In this detail from a larger mosaic, the thraex attacks with the sword in his left hand, which usually would hold the shield. Gladiators were trained to fight against those who were right-handed, and it was the right-hand side that was protected. It must have been disconcerting, therefore, to confront a left-handed opponent, who would have the advantage. Indeed, in one graffito, a gladiator is specifically described as being left handed, sc(aeva). Commodus, who fought as a secutor, also boasted of being left handed (Dio, Roman History, LXXIII.22).

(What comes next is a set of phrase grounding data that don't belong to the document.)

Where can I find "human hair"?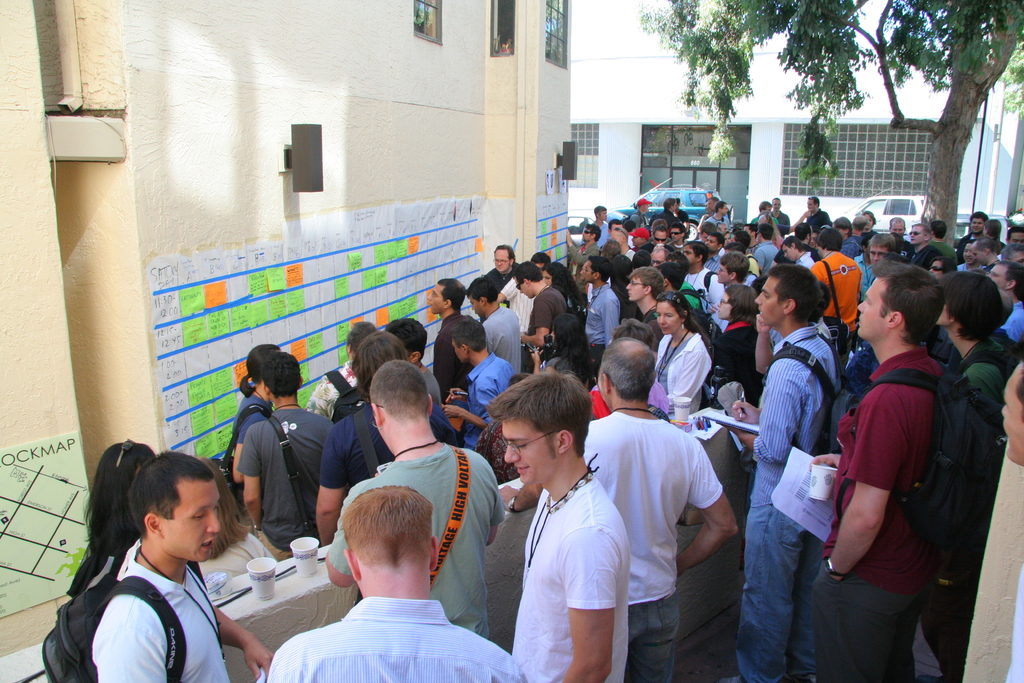
You can find it at (705, 193, 717, 201).
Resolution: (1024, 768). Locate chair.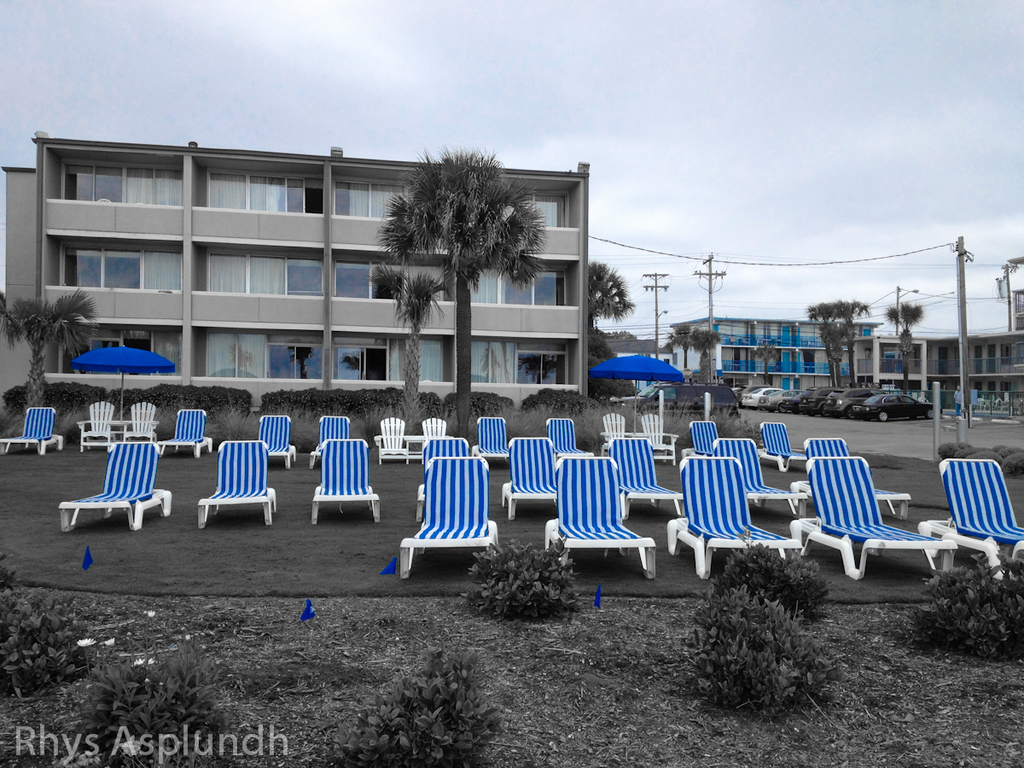
box(707, 436, 817, 509).
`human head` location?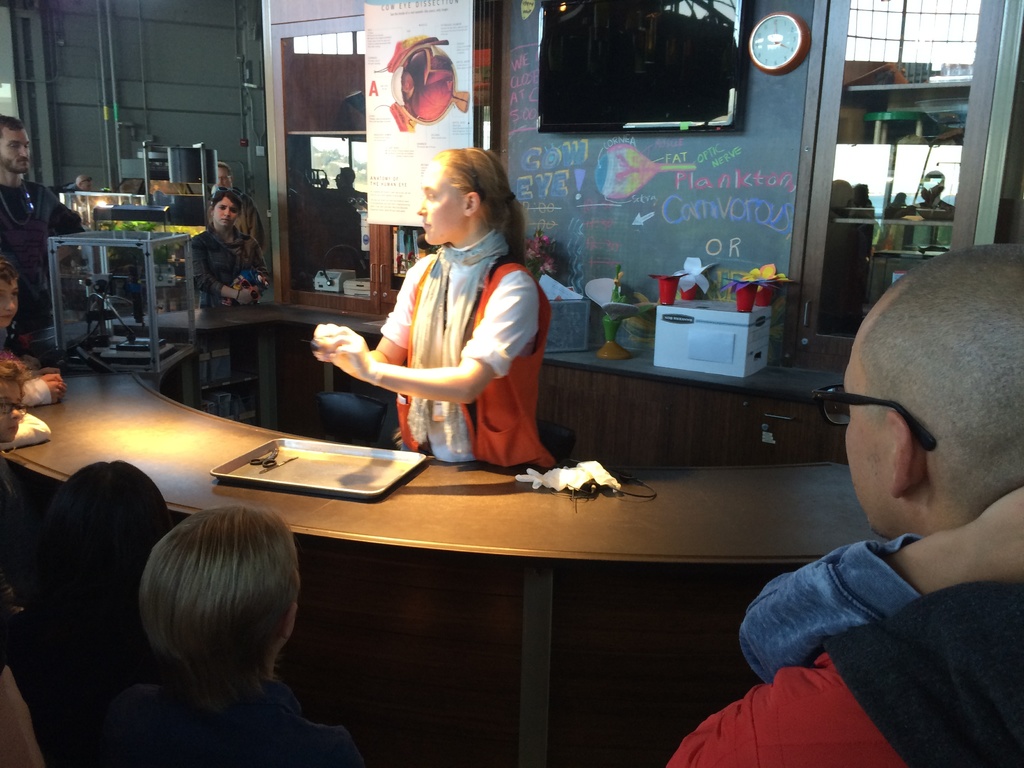
x1=0 y1=257 x2=20 y2=331
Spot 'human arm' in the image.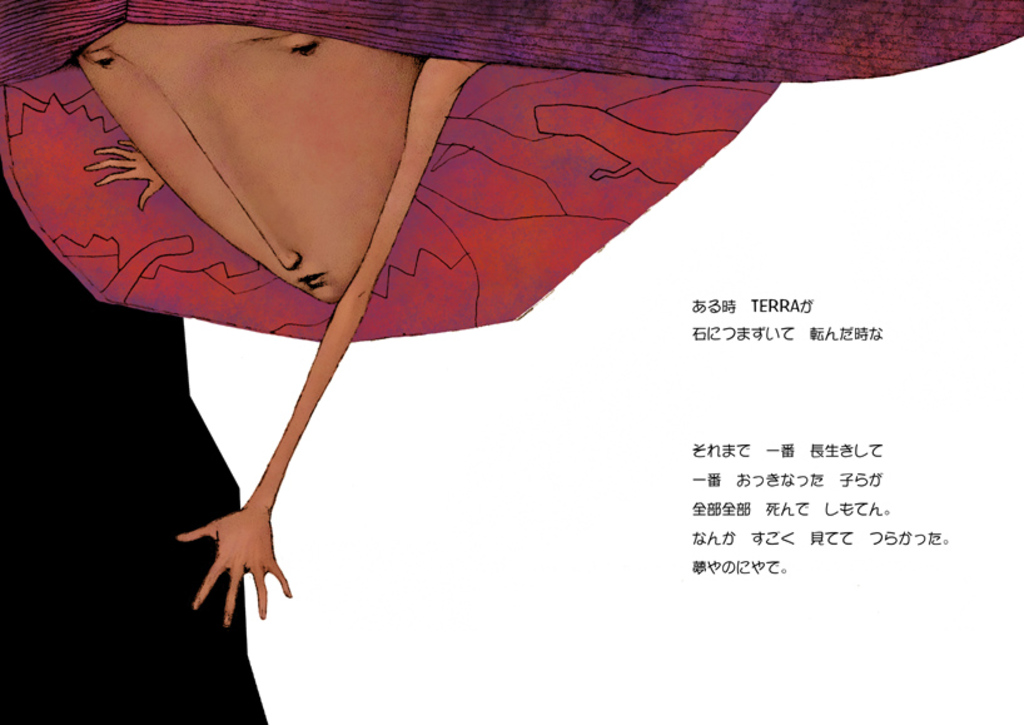
'human arm' found at x1=135, y1=23, x2=488, y2=631.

To the Romans, Thrace (on the southwestern shore of the Black Sea) was a distant and remote country, through which the icy Hebrus flowed and the entrails of dogs were offered to Artemis (Horace, Odes, I.12; Ovid, Fasti, I.389). Its women were thought to be Bacchantes, adherents of Dionysus, himself a Thracian deity, engaged in orgies, their hair bound with vipers (Odes, II.7, II.19). Such women had killed Orpheus, son of a Thracian king, whose lyre had held back the wind and rivers of that country (Odes, I.12). Horace also speaks of furiosa Thrace (Odes, II.16), "mad Thrace," its drunken men using their wine cups, meant for pleasure, for fighting instead (Odes, I.27) and of a spendthrift, left with no other means of support, becoming a gladiator, "Thraex erit" (Epistles, I.18). One of the more curious references to the Thracians is the "Interpretation of Dreams" by Artemidorus.

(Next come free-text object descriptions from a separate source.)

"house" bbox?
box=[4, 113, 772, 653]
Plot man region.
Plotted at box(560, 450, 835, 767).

"I have often observed that this dream [fighting as a gladiator] indicates that a man will marry a woman whose character corresponds to the type of weapons that he dreams he is using or to the type of opponent against whom he is fighting....For example, if a man fights with a Thracian, he will marry a wife who is rich, crafty, and fond of being first. She will be rich because the Thracian's body is entirely covered by his armor; crafty, because his sword is not straight; and fond of being first, because this fighter employs the advancing technique" (Oneirocritica, II.32).


Reference: Das Spiel mit dem Tod: So Kämpften Roms Gladiatoren (2000) by Marcus Junkelmann. The mosaic is in the Römerhalle at Bad Kreuznach (Germany).